Reviews

Review: Home Truths (Bunker Theatre)

Cardboard Citizens stage a cycle of world premieres at the new Waterloo theatre

The Ruff Tuff Cream Puff Estate Agency as part of Home Truths at the Bunker
The Ruff Tuff Cream Puff Estate Agency as part of Home Truths at the Bunker
© Pamela Raith

When theatre company Cardboard Citizens first started 25 years ago, the mantra that theatre could actually help people was a fairly new concept in Britain. Artistic director Adrian Jackson wholeheartedly embraced the idea as well as the man who had managed to prove it with his work in Brazil, Augusto Boal.

Now, Boal and his Theatre of the Opressed is well know in artistic circles over here and the concept that theatre can make an impact on lives is acknowledged as, if not a guarantee, then at least a possibility. And in that time Cardboard Citizens has doggedly been working by the doctrine, helping homeless people in Britain, for a quarter of a century.

Home Truths is a cycle of new plays staged to celebrated this milestone and to look back at the recent(ish) history of housing in this country. It takes the form of a series of plays, three a night on three separate nights. Though I only watched the first cycle, there are nine in total and if you're interested in homelessness and housing issues then, judging by cycle one, I'd say it's worth trying to see them all.

Cycle one involves two shows ahead of the interval, written by Sonali Bhattacharyya (Slummers) and Heathcote Williams with Sarah Woods (The Ruff Tuff Cream Puff Estate Agency) and one after, written by Stef Smith (Back to Back to Back). The first takes us back to the Victorian era, where a follower of Octavia Hill – a pioneer of affordable housing – is trying to get a 'hardworking family' out of a London slum and into her house for poor people. It's clean and there are fewer disturbances, but there are strict rules the families who live there must adhere to. In bed by nine, and no involvement with political agitators being two quite key ones. The latter is a sticking point for the mother, who believes in the need for social change and that people on lower wages should be able to live their lives as they wish, as long as they aren't harming people.

It's a nicely informed piece which lays its points down subtly, and demonstrates how this idea of 'deserving poor' and 'non deserving poor' – read hardworking people vs scroungers – is no new concept.

The second play – The Ruff Tuff… – takes place in a '70s squat in London and though it encapsulates the anarchic and supportive atmosphere of the lives of squatters back then, the plot is a little all over the place. There's an overbearing sense of nostalgia to the characters and the pros and cons of squatting, the politics behind it, aren't satisfyingly explored. What it does show, however, is the idealistic values of a group of people who pushed the establishment and got something done: the story about the state of Frestonia being established in west London as an actual independent state, separate to Great Britain, is a true one.

The third is the best of the night, and has Smith delicately focus on the layering of housing issues we face today. It's coherent and, crucially, very relateable. The piece follows two young couples in the same block of flats. One trying for a baby the other preparing for one. In one flat damp is creeping through the walls but the money to fix it isn't there. In the other, the debates about moving away from the area go back and forth. He wants to stay and enrich the community, she knows the schools are bad. Though they have barely met, each couple can tell the other's tastes and habits through the way bins have been put out and the music they hear through walls. They know each other's business: "we weren't made to live like this", one of them says. And you can really feel it here. The shoving of people on top of each other in urban areas just isn't healthy.

In all, it's a varied night, but it's brought to life by a very strong ensemble of actors and some really interesting moments in-between plays which tell real people's stories. Housing affects all of us and there's most definitely a crisis mounting. Even after all these years Cardboard Citizens's work isn't finished. It's really only just begun.

Home Truths runs at the Bunker Theatre until 13 May.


- [DESCRIPTION OF THE TASK]
Copy, from the material below, each line where "Create" shows up.
Start of PROVIDED INFORMATION
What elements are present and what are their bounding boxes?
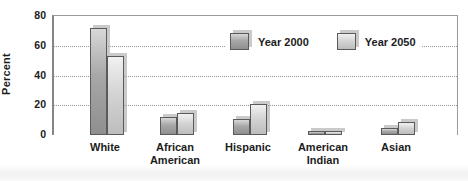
legend-swatch-year-2000 bbox=[230, 33, 249, 50]
bar-asian-year-2050 bbox=[398, 122, 415, 135]
bar-chart-figure: Percent Year 2000Year 2050 WhiteAfricanA… bbox=[0, 0, 468, 181]
bar-asian-year-2000 bbox=[381, 128, 398, 135]
bar-hispanic-year-2050 bbox=[250, 104, 267, 135]
y-tick-40: 40 bbox=[12, 69, 46, 81]
bar-white-year-2000 bbox=[90, 28, 107, 135]
bar-american-indian-year-2050 bbox=[325, 131, 342, 135]
y-tick-80: 80 bbox=[12, 9, 46, 21]
y-tick-20: 20 bbox=[12, 98, 46, 110]
bar-hispanic-year-2000 bbox=[233, 119, 250, 135]
page-edge-shadow bbox=[0, 165, 468, 181]
y-axis-title: Percent bbox=[0, 44, 12, 104]
legend: Year 2000Year 2050 bbox=[226, 31, 422, 52]
bar-african-american-year-2000 bbox=[160, 117, 177, 135]
y-tick-0: 0 bbox=[12, 128, 46, 140]
legend-swatch-year-2050 bbox=[337, 33, 356, 50]
legend-label-year-2050: Year 2050 bbox=[365, 36, 416, 48]
bar-american-indian-year-2000 bbox=[308, 131, 325, 135]
bar-white-year-2050 bbox=[107, 56, 124, 135]
x-label-asian: Asian bbox=[351, 141, 441, 154]
bar-african-american-year-2050 bbox=[177, 113, 194, 135]
legend-label-year-2000: Year 2000 bbox=[258, 36, 309, 48]
y-tick-60: 60 bbox=[12, 39, 46, 51]
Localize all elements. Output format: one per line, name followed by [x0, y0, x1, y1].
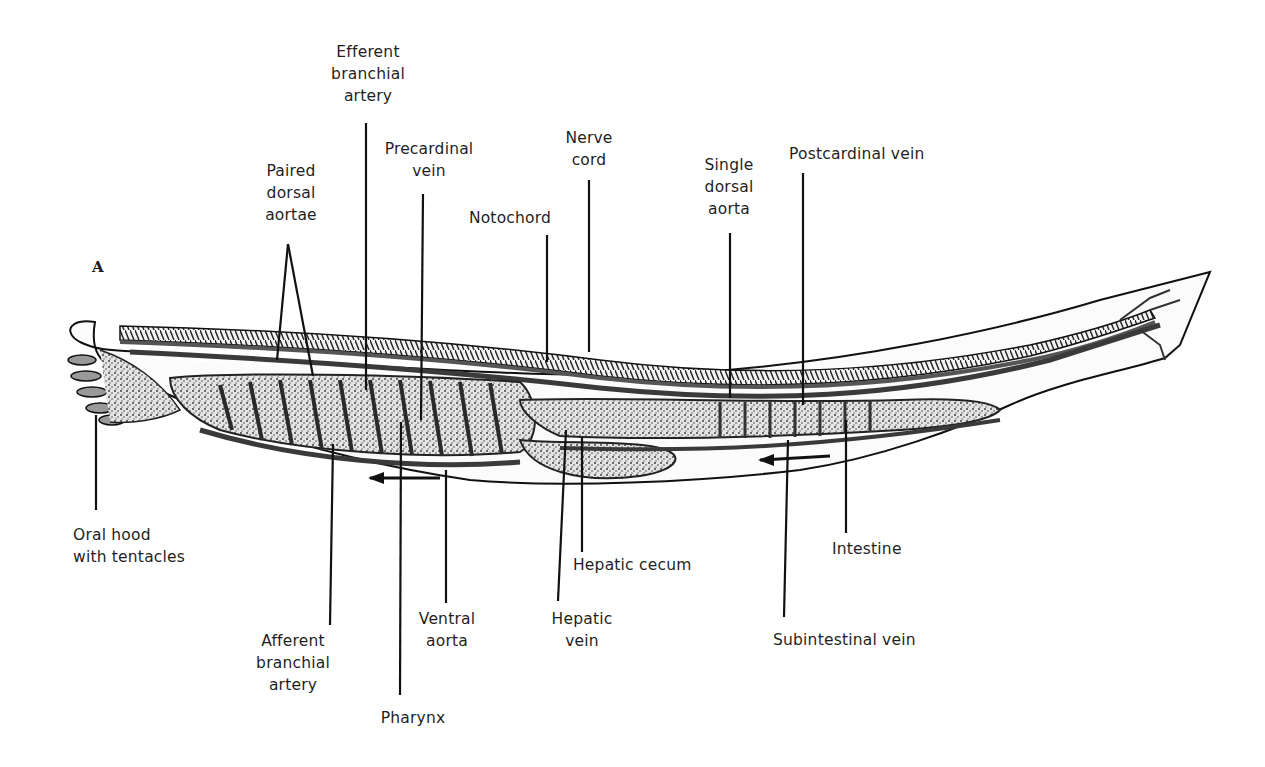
label-nerve-cord: Nerve cord [556, 127, 622, 171]
label-precardinal-vein: Precardinal vein [374, 138, 484, 182]
label-single-dorsal-aorta: Single dorsal aorta [684, 154, 774, 220]
label-postcardinal-vein: Postcardinal vein [789, 143, 925, 165]
label-ventral-aorta: Ventral aorta [407, 608, 487, 652]
panel-label: A [92, 258, 104, 276]
label-intestine: Intestine [832, 538, 902, 560]
label-oral-hood: Oral hood with tentacles [73, 524, 185, 568]
label-notochord: Notochord [455, 207, 565, 229]
label-afferent-branchial-artery: Afferent branchial artery [243, 630, 343, 696]
label-efferent-branchial-artery: Efferent branchial artery [318, 41, 418, 107]
amphioxus-diagram [0, 0, 1265, 767]
label-subintestinal-vein: Subintestinal vein [773, 629, 916, 651]
label-pharynx: Pharynx [368, 707, 458, 729]
label-paired-dorsal-aortae: Paired dorsal aortae [246, 160, 336, 226]
label-hepatic-cecum: Hepatic cecum [573, 554, 691, 576]
label-hepatic-vein: Hepatic vein [542, 608, 622, 652]
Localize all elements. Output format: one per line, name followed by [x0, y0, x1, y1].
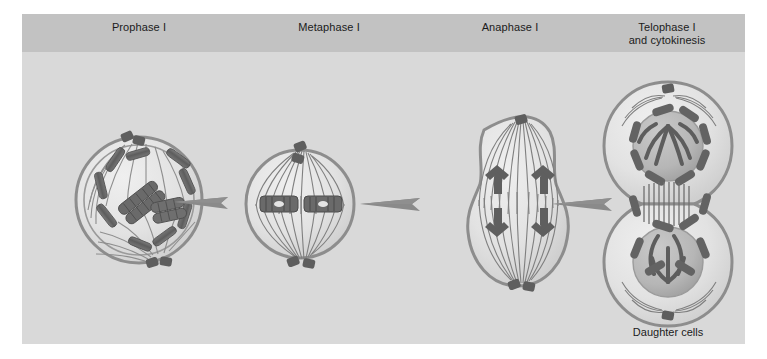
process-arrow-2 [360, 198, 420, 211]
centriole-icon [302, 258, 316, 269]
stage-prophase-i [76, 130, 202, 269]
centromere [318, 201, 328, 207]
stage-metaphase-i [246, 140, 354, 269]
centriole-icon [159, 256, 172, 267]
stage-telophase-i [604, 82, 732, 326]
stage-anaphase-i [468, 114, 569, 293]
homologous-pair [260, 196, 298, 212]
nucleus-daughter-upper [633, 111, 703, 181]
homologous-pair [304, 196, 342, 212]
meiosis-illustration [22, 14, 745, 344]
figure-panel: Prophase I Metaphase I Anaphase I Teloph… [22, 14, 745, 344]
centromere [274, 201, 284, 207]
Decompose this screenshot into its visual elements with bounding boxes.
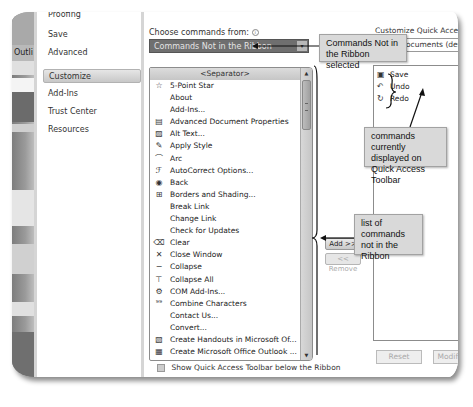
scroll-up-arrow-icon[interactable]: ▲ [301,68,312,78]
list-item[interactable]: ⊞Borders and Shading... [150,189,312,201]
qat-item-label: Redo [390,94,409,103]
options-nav-pane: Proofing Save Advanced Customize Add-Ins… [34,12,144,377]
nav-item-save[interactable]: Save [43,28,141,42]
list-item[interactable]: Add-Ins... [150,104,312,116]
list-item[interactable]: ⚙COM Add-Ins... [150,286,312,298]
list-item-label: AutoCorrect Options... [170,166,253,175]
list-item[interactable]: ▤Advanced Document Properties [150,116,312,128]
list-item[interactable]: ℱAutoCorrect Options... [150,165,312,177]
list-item-label: About [170,93,192,102]
apply-style-icon: ✎ [153,140,165,152]
list-item-label: Apply Style [170,141,212,150]
show-qat-below-checkbox[interactable] [157,364,165,372]
word-options-dialog: Outli Proofing Save Advanced Customize A… [12,12,458,377]
list-item[interactable]: ◉Back [150,177,312,189]
list-item[interactable]: Contact Us... [150,310,312,322]
list-item[interactable]: About [150,92,312,104]
close-icon: ✕ [153,249,165,261]
info-icon: i [252,29,259,36]
background-window-strip: Outli [12,12,34,377]
nav-item-customize[interactable]: Customize [43,69,141,83]
list-item-label: Collapse [170,262,202,271]
list-item[interactable]: ✎Apply Style [150,140,312,152]
choose-commands-label: Choose commands from: i [149,28,259,37]
reset-button[interactable]: Reset [376,350,422,364]
nav-item-add-ins[interactable]: Add-Ins [43,87,141,101]
list-item-separator[interactable]: <Separator> [150,68,300,80]
list-item-label: Create Handouts in Microsoft Of... [170,335,297,344]
list-item[interactable]: ☆5-Point Star [150,80,312,92]
qat-item-redo[interactable]: ↻ Redo [374,93,458,105]
eraser-icon: ⌫ [153,237,165,249]
page: Outli Proofing Save Advanced Customize A… [0,0,473,407]
autocorrect-icon: ℱ [153,165,165,177]
list-item[interactable]: ⁹⁹Combine Characters [150,298,312,310]
com-addins-icon: ⚙ [153,286,165,298]
list-item[interactable]: ▦Create Microsoft Office Outlook ... [150,346,312,358]
list-item[interactable]: −Collapse [150,261,312,273]
alt-text-icon: ▨ [153,128,165,140]
choose-commands-selected: Commands Not in the Ribbon [154,42,272,51]
customize-panel: Choose commands from: i Commands Not in … [147,12,458,377]
scroll-thumb[interactable] [302,80,311,130]
list-item-label: Borders and Shading... [170,190,256,199]
slideshow-icon: ▭ [153,358,165,361]
choose-commands-dropdown[interactable]: Commands Not in the Ribbon ▾ [149,39,309,53]
list-item[interactable]: Convert... [150,322,312,334]
qat-item-save[interactable]: ▣ Save [374,69,458,81]
modify-button[interactable]: Modify... [433,350,458,364]
collapse-icon: − [153,261,165,273]
undo-icon: ↶ [377,81,384,93]
list-item[interactable]: ⊤Collapse All [150,274,312,286]
list-item-label: Add-Ins... [170,105,205,114]
list-item[interactable]: ⌒Arc [150,153,312,165]
list-item[interactable]: ▧Create Handouts in Microsoft Of... [150,334,312,346]
callout-list-of-commands: list of commands not in the Ribbon [354,214,423,255]
list-item-label: Advanced Document Properties [170,117,289,126]
list-item-label: Break Link [170,202,209,211]
callout-commands-not-in-ribbon: Commands Not in the Ribbon selected [319,34,407,62]
list-item[interactable]: Change Link [150,213,312,225]
list-item-label: Change Link [170,214,216,223]
list-item[interactable]: Check for Updates [150,225,312,237]
scroll-down-arrow-icon[interactable]: ▼ [301,350,312,360]
qat-item-label: Undo [390,82,410,91]
list-item-label: Create Slide Show Dis... [170,359,260,361]
list-item[interactable]: ✕Close Window [150,249,312,261]
handouts-icon: ▧ [153,334,165,346]
nav-item-proofing[interactable]: Proofing [43,12,141,22]
nav-item-resources[interactable]: Resources [43,123,141,137]
list-item-label: Alt Text... [170,129,205,138]
list-item-label: Back [170,178,188,187]
background-window-tab: Outli [12,45,34,61]
borders-icon: ⊞ [153,189,165,201]
list-item[interactable]: Break Link [150,201,312,213]
qat-item-undo[interactable]: ↶ Undo [374,81,458,93]
nav-item-trust-center[interactable]: Trust Center [43,105,141,119]
qat-commands-list[interactable]: ▣ Save ↶ Undo ↻ Redo [373,65,458,341]
combine-characters-icon: ⁹⁹ [153,298,165,310]
list-item-label: Contact Us... [170,311,218,320]
list-item[interactable]: ▨Alt Text... [150,128,312,140]
callout-qat-commands: commands currently displayed on Quick Ac… [364,127,447,167]
list-item[interactable]: ▭Create Slide Show Dis... [150,358,312,361]
back-icon: ◉ [153,177,165,189]
list-item[interactable]: ⌫Clear [150,237,312,249]
list-item-label: Collapse All [170,275,214,284]
star-icon: ☆ [153,80,165,92]
redo-icon: ↻ [377,93,384,105]
list-item-label: 5-Point Star [170,81,214,90]
list-item-label: Arc [170,154,182,163]
qat-item-label: Save [390,70,408,79]
list-item-label: Convert... [170,323,207,332]
list-item-label: Check for Updates [170,226,239,235]
outlook-icon: ▦ [153,346,165,358]
list-item-label: Combine Characters [170,299,247,308]
commands-list-scrollbar[interactable]: ▲ ▼ [300,68,312,360]
nav-item-advanced[interactable]: Advanced [43,46,141,60]
arc-icon: ⌒ [153,153,165,165]
commands-list[interactable]: <Separator> ☆5-Point StarAboutAdd-Ins...… [149,67,313,361]
chevron-down-icon[interactable]: ▾ [297,41,307,51]
save-icon: ▣ [377,69,385,81]
show-qat-below-ribbon[interactable]: Show Quick Access Toolbar below the Ribb… [157,363,340,372]
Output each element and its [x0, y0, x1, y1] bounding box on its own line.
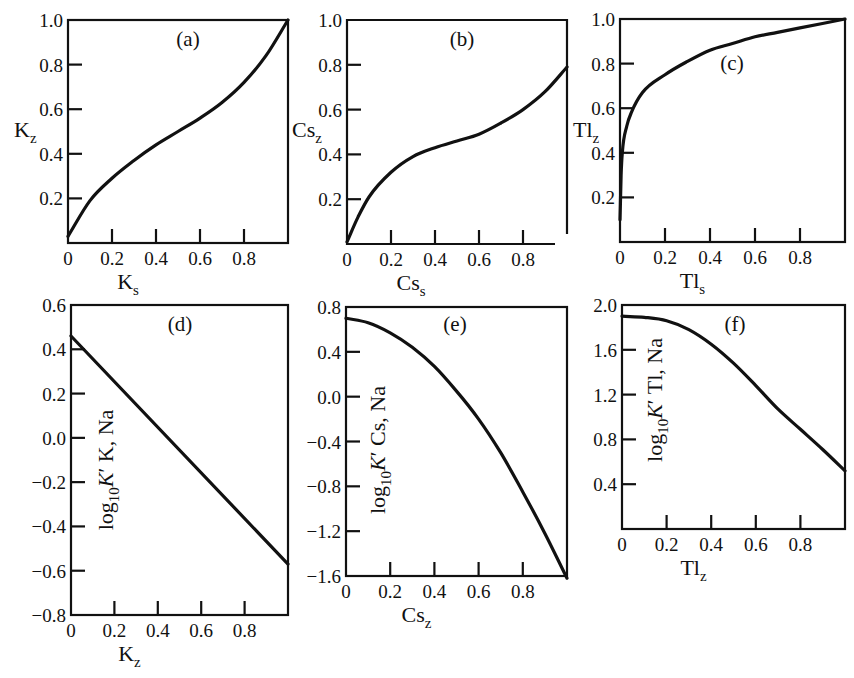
End of PROVIDED INFORMATION
- [RESULT BELOW]
list-item-label: Create Handouts in Microsoft Of... [170,335,297,344]
list-item[interactable]: ▦Create Microsoft Office Outlook ... [150,346,312,358]
list-item[interactable]: ▧Create Handouts in Microsoft Of... [150,334,312,346]
list-item-label: Create Slide Show Dis... [170,359,260,361]
list-item[interactable]: ▭Create Slide Show Dis... [150,358,312,361]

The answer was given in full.